An ecocentric perspective, for example, would instead consider humans as intimately ‘interconnected with the rest of the natural world’ (Brisman and South 2018: 5). That is, as a part of nature, our destiny and health are entangled with that of the world and the ecosystem at large. A clearer break with criminology and social harm perspectives would be achieved by transitioning beyond human needs and harms towards more flexible and instable ontological understandings of harm (e.g., Lundberg 2020). Drawing on ‘more-than-human’ philosophies that emphasise ‘what exceeds rather than what comes after the human’ (Whatmore 2004: 1361, emphasis in original) could shift the focus away from human centrality and set zemiology up for a more distinctive and inclusive perspective on harm.

Notwithstanding this critique, Canning and Tombs provide an excellent and accessible introduction to zemiology that begins to resolve contradictions in the literature. The authors bring light to a comprehensive set of harms—in their discussion and by more detailed examples separated into information boxes throughout the book—including, to some extent, harms to the environment and non-human species. Finally, the authors outline various aspects of zemiology in practice, making it a good starting point for both research and activism aimed towards social change.

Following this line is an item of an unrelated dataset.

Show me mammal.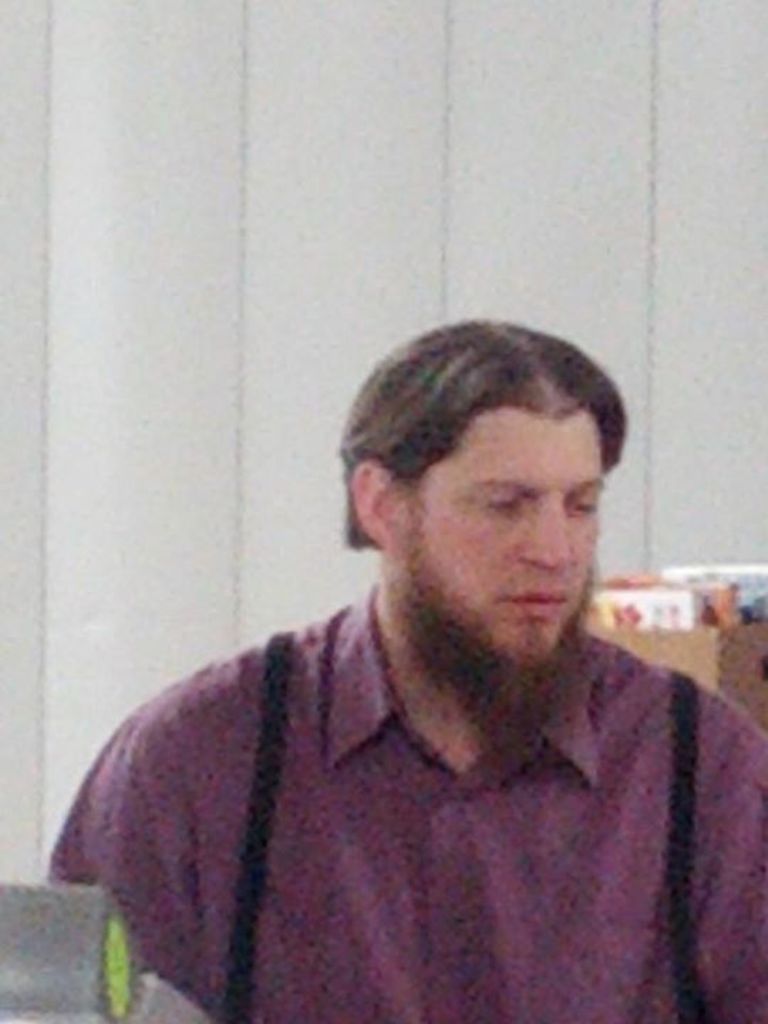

Correspondence: Kajsa Lundberg, PhD Candidate, The Climate and Energy College, The University of Melbourne, Carlton VIC 3053, Australia. klundberg@student.unimelb.edu.au

References

Brisman A and South N (2018) Green criminology and environmental crimes and harm. Sociology Compass 13(1): 1–12. https://doi.org/10.1111/soc4.12650

Canning V and Tombs S (2021) From social harm to zemiology: A critical introduction. London: Routledge.

Hillyard P, Pantazis C, Tombs S and Gordon D (eds) (2004) Beyond criminology: Taking harm seriously. London: Pluto.

Lundberg K (2020) Moved by fire: Green criminology in flux. Crime Media Culture. Advanced online publication. https://doi.org/10.1177%2F1741659020958450

Ruggiero V and South N (2013) Green criminology and crimes of the economy: Theory, research and praxis. Critical Criminology 21(3): 359–373. https://doi.org/10.1007/s10612-013-9191-6

Tombs S (2018) From pragmatism and politics: Crime, social harm and zemiology. In Kotzé J and Boukli A (eds) Zemiology: Reconnecting crime and social harm. 11–31. Palgrave Macmillan.

Whatmore S (2004) Humanism’s excess: Some thoughts on the ‘post-human/ist’ agenda. Environment and Planning A 36(8): 1360–63.

White R D (2013) Environmental harm: An eco-justice perspective. Bristol: Policy Press. http://doi.org/10.1332/policypress/9781447300403.001.0001

Please cite this book review as:

Lundberg K (2021) Review of From social harm to zemiology: A critical introduction by Victoria Canning and Steve Tombs. International Journal for Crime, Justice and Social Democracy 10(3): 207-209 https://doi.org/10.5204/ijcjsd.2035

Except where otherwise noted, content in this journal is licensed under a Creative Commons Attribution 4.0 International Licence. As an open access journal, articles are free to use with proper attribution.